Zach: It seems to me that this index provides a useful common language for a range of stakeholders, a way to determine where the most work needs to be done. What are your thoughts on how the index can be useful or insightful for ordinary people?

Sally: SPI is designed so that ordinary citizens can get a very quick read on how well or poorly their countries perform in areas that matter to them: health care, education, rights. The tool can also provoke citizens to demand accountability from the decision-makers responsible for strengthening institutions they care about.

Zach: And how is this tool useful to social entrepreneurs specifically?

Sally: When people think about their governments, and about being citizens of a state or a subnational unit, a city or a region, what do they care about?
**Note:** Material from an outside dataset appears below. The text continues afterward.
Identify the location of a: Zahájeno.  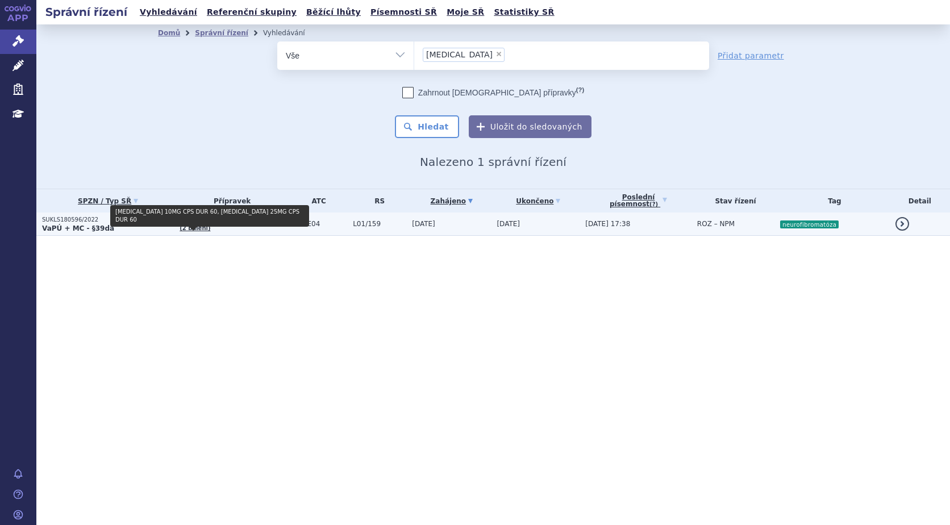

It’s their schools, their water supply, their access to healthcare, their rights and freedoms. Social entrepreneurs focus on driving new, sustainable solutions in all these areas and more. SPI provides a clear picture of how well a society and its institutions are performing, which helps social entrepreneurs understand—at both the macro and more specific levels—where their interventions fit.

I think of someone like Vicky Colbert and Escuela Nueva, the educational reform work she did in Colombia; eventually her model was adopted and became that country’s policy. Madhav Chavan and Pratham are having a similar impact on India’s educational system and its accountability. It’s models such as these that challenge a dysfunctional status quo and drive sustainable societal progress.
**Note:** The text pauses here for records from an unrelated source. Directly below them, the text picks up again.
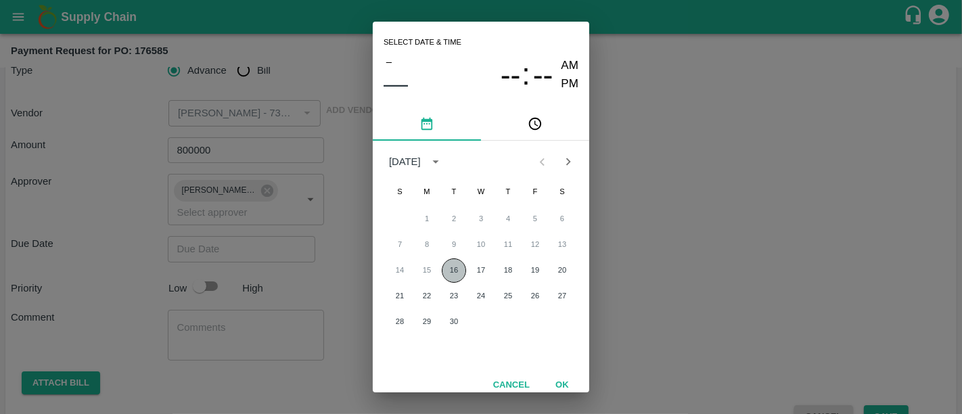  What do you see at coordinates (422, 43) in the screenshot?
I see `span: Select date & time` at bounding box center [422, 43].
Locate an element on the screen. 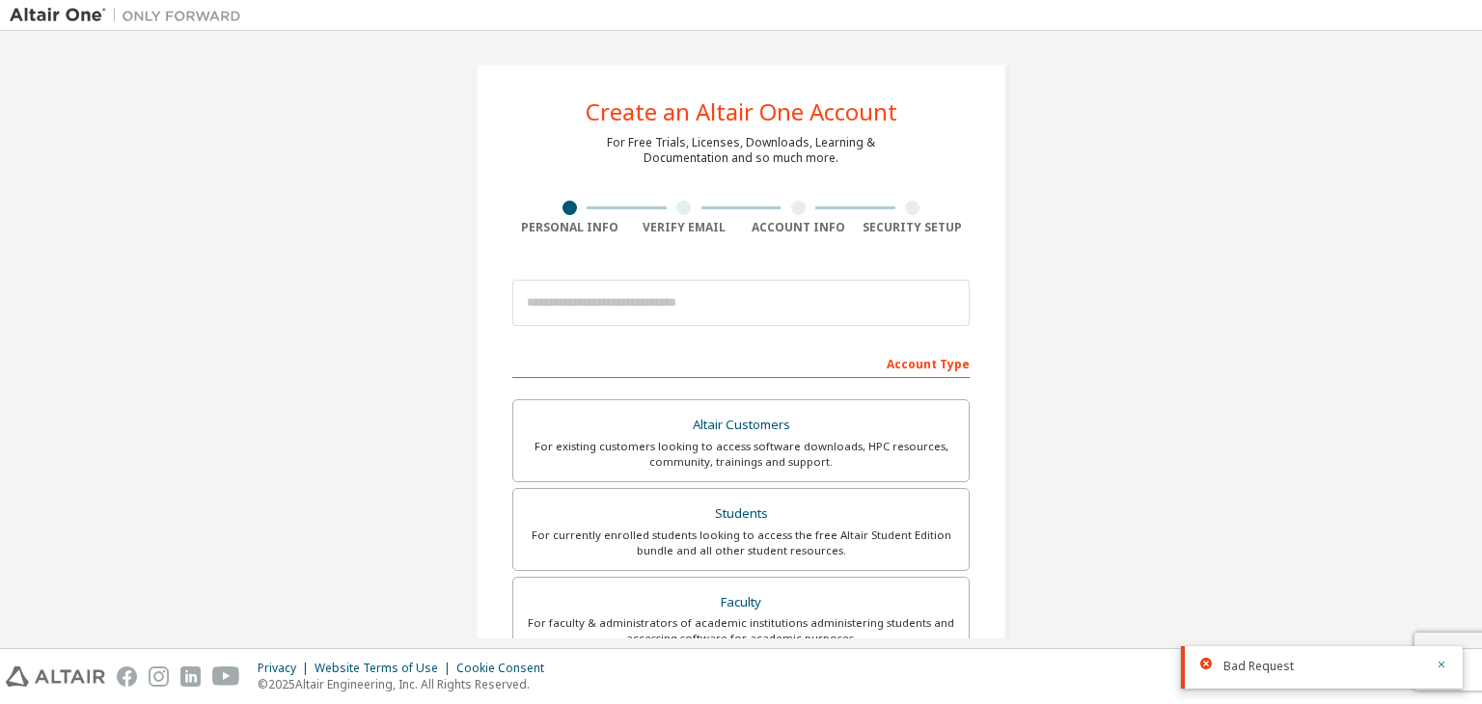  div: Account Type is located at coordinates (741, 363).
Zach: The 2017 SPI Index shows that the G20 countries have essentially flatlined with no discernible progress. Do you have a hunch of what’s going on?

Sally: I would have to really dig into the data, but here’s my take: with increased concentration of wealth and power comes rising inequity, a greater divide between the very rich and the very poor, along with a stagnating middle class. Inequity and stagnation both show up in the data, whether in the form of declines in progress or in the lack thereof.

Since SPI is designed to sit alongside GDP, it also shows how a country performs against its economic capacity. Again, this comparison points to the catalytic role that social entrepreneurs can play—unleashing innovative capacity where it has been moribund or oppressed.

Zach: You sit on the board of Social Progress Imperative. If you think back to several years ago, what initially attracted you to this nascent idea of SPI?

Sally: Social entrepreneurs try to bring about change commensurate with the scale of the problems they’re attacking. SPI is such an important contextual tool for social entrepreneurs and for us as an investor in solutions with scalable impact. SPI was never meant as a summary judgement. It’s a tool for accountability, for decision-making, and for accelerating positive societal progress.

SPI helps us see where the wind is at the back of the social entrepreneurs and where the headwinds are massing. Just look at a country like Brazil, which was making tremendous progress but now appears to be moving backward. Social entrepreneurs active in Brazil must contend with those headwinds. The importance of that connection between the macro context and the on-the-ground work of social entrepreneurs cannot be over-stated. SPI helps us all understand where a society is making headway, or not, and encourage us to dig into the drivers. Behind many of the trajectories heading in a positive direction and advancing social progress, are social entrepreneurs.